Por. It is not so express'd: but what of that?
'Twere good you do so much for charity.v
Shy. I cannot find it; 'tis not in the bond.
Por. You, merchant, have you any thing to say?
Ant. But little: I am arm'd and well prepared.
Give me your hand, Bassanio: fare you well!
Grieve not that I am fallen to this for you:
For herein. Fortune shows herself more kind
Than is her custom: it is still her use
To let the wretched man outlive his wealth,
To view with hollow eye and wrinkled brow
An age of poverty; from which lingering penance
Of such misery doth she cut me off.
Commend me to your honourable wife:
Tell her the process of Antonio's end;
Say how I loved you, speak me fair in death;
And, when the tale is told, bid her be judge
Whether Bassanio had not once a love.
Repent not you that you shall lose your friend,
And he repents not that he pays your debt:
For if the Jew do cut but deep enough,
I'll pay it presently with all my heart.
Bass. Antonio, I am married to a wife
Which is as dear to me as life itself;
But life itself, my wife, and all the world,
Are not with me esteem'd above thy life:
I would lose all, ay, sacrifice them all
Here to this devil, to deliver you.
Por. Your wife would give you little thanks for that,
If she were by, to hear you make the offer.

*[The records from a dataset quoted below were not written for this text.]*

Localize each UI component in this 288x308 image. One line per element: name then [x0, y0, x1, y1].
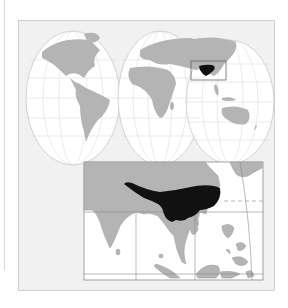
map-figure	[0, 0, 288, 308]
world-map	[26, 31, 274, 165]
inset-map	[84, 162, 263, 280]
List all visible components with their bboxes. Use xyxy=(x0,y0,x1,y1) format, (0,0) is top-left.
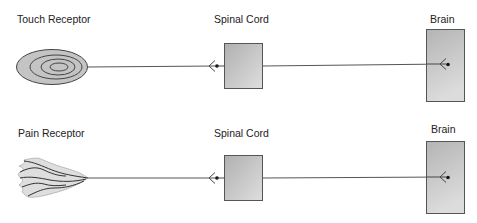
touch-ascending-tract xyxy=(263,64,448,66)
free-nerve-ending-icon xyxy=(18,158,88,197)
neural-pathway-diagram: Touch Receptor Spinal Cord Brain Pain Re… xyxy=(0,0,477,223)
touch-pathway xyxy=(17,30,465,102)
spinal-cord-box-bottom xyxy=(225,156,263,201)
touch-afferent-nerve xyxy=(88,66,217,67)
concentric-ellipses-icon xyxy=(17,50,88,85)
spinal-cord-box-top xyxy=(225,44,263,89)
brain-box-top xyxy=(427,30,465,102)
pain-pathway xyxy=(18,142,464,214)
pain-ascending-tract xyxy=(263,177,448,178)
diagram-graphics xyxy=(0,0,477,223)
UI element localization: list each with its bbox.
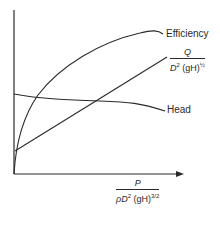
power-denominator: ρD2 (gH)3/2	[116, 191, 159, 205]
flow-numerator: Q	[184, 47, 191, 57]
efficiency-curve	[14, 31, 163, 174]
flow-denominator: D2 (gH)½	[170, 60, 205, 74]
efficiency-label: Efficiency	[166, 28, 209, 39]
x-axis-label: P ρD2 (gH)3/2	[116, 178, 159, 205]
x-axis-arrow-icon	[176, 171, 184, 177]
flow-coefficient-label: Q D2 (gH)½	[170, 47, 205, 74]
head-label: Head	[167, 104, 191, 115]
fraction-bar	[116, 189, 159, 190]
flow-coefficient-line	[15, 57, 167, 151]
power-numerator: P	[135, 178, 141, 188]
fraction-bar	[170, 58, 205, 59]
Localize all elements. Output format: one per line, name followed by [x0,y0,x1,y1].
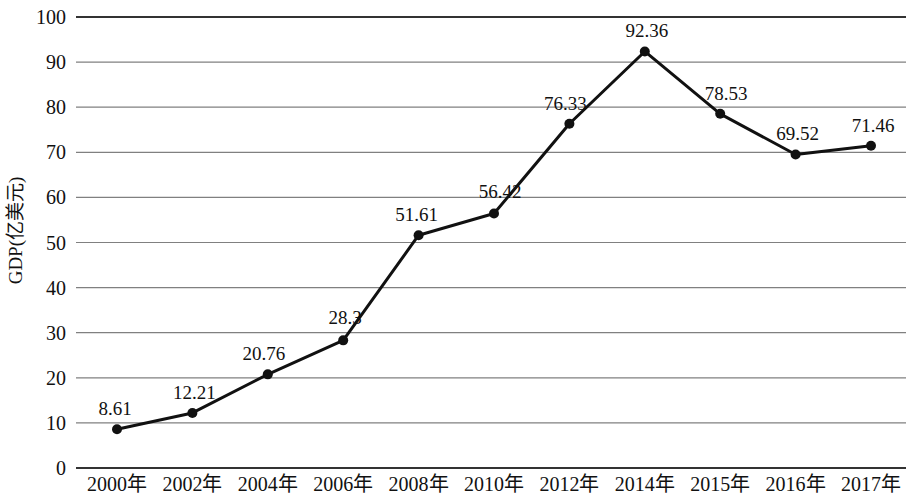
data-point-label: 92.36 [625,21,668,40]
data-point [414,230,424,240]
y-tick-label: 90 [18,52,66,72]
data-point [866,141,876,151]
data-point-label: 76.33 [544,94,587,113]
x-tick-label: 2008年 [389,473,449,495]
data-point-label: 8.61 [98,399,131,418]
x-axis-tick-labels: 2000年2002年2004年2006年2008年2010年2012年2014年… [0,473,906,503]
data-point [640,46,650,56]
data-point [489,209,499,219]
data-point [791,149,801,159]
data-point [112,424,122,434]
y-tick-label: 60 [18,187,66,207]
y-tick-label: 40 [18,278,66,298]
x-tick-label: 2000年 [87,473,147,495]
data-point-label: 51.61 [395,205,438,224]
x-tick-label: 2014年 [615,473,675,495]
data-point-label: 12.21 [173,383,216,402]
y-tick-label: 10 [18,413,66,433]
data-point-label: 20.76 [242,344,285,363]
x-tick-label: 2010年 [464,473,524,495]
data-point [715,109,725,119]
y-tick-label: 50 [18,233,66,253]
x-tick-label: 2015年 [690,473,750,495]
data-point [187,408,197,418]
data-markers [112,46,876,434]
y-tick-label: 80 [18,97,66,117]
y-axis-tick-labels: 0102030405060708090100 [18,0,66,503]
x-tick-label: 2012年 [539,473,599,495]
data-line [117,51,871,429]
data-point-label: 69.52 [776,124,819,143]
data-point-label: 78.53 [705,84,748,103]
data-point [338,335,348,345]
chart-svg [76,0,906,503]
x-tick-label: 2004年 [238,473,298,495]
x-tick-label: 2006年 [313,473,373,495]
x-tick-label: 2002年 [162,473,222,495]
y-tick-label: 30 [18,323,66,343]
y-tick-label: 70 [18,142,66,162]
y-tick-label: 100 [18,7,66,27]
gdp-line-chart: GDP(亿美元) 0102030405060708090100 8.6112.2… [0,0,906,503]
data-point [263,369,273,379]
plot-area [76,0,906,503]
x-tick-label: 2017年 [841,473,901,495]
data-point-label: 71.46 [852,116,895,135]
data-point-label: 28.3 [329,308,362,327]
data-point [564,119,574,129]
data-point-label: 56.42 [479,182,522,201]
x-tick-label: 2016年 [766,473,826,495]
y-tick-label: 20 [18,368,66,388]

Gra. I have a wife, whom, I protest, I love:
I would she were in heaven, so she could
Entreat some power to change this currish Jew.
Ner. 'Tis well you offer it behind her back;
The wish would make else an unquiet house.
Shy. These be the Christian husbands. I have a daughter;
Would any of the stock of Barabbas
Had been her husband rather than a Christian!
[Aside.]
We trifle time: I pray thee, pursue sentence.
Por. A pound of that same merchant's flesh is thine:
The court awards it, and the law doth give it.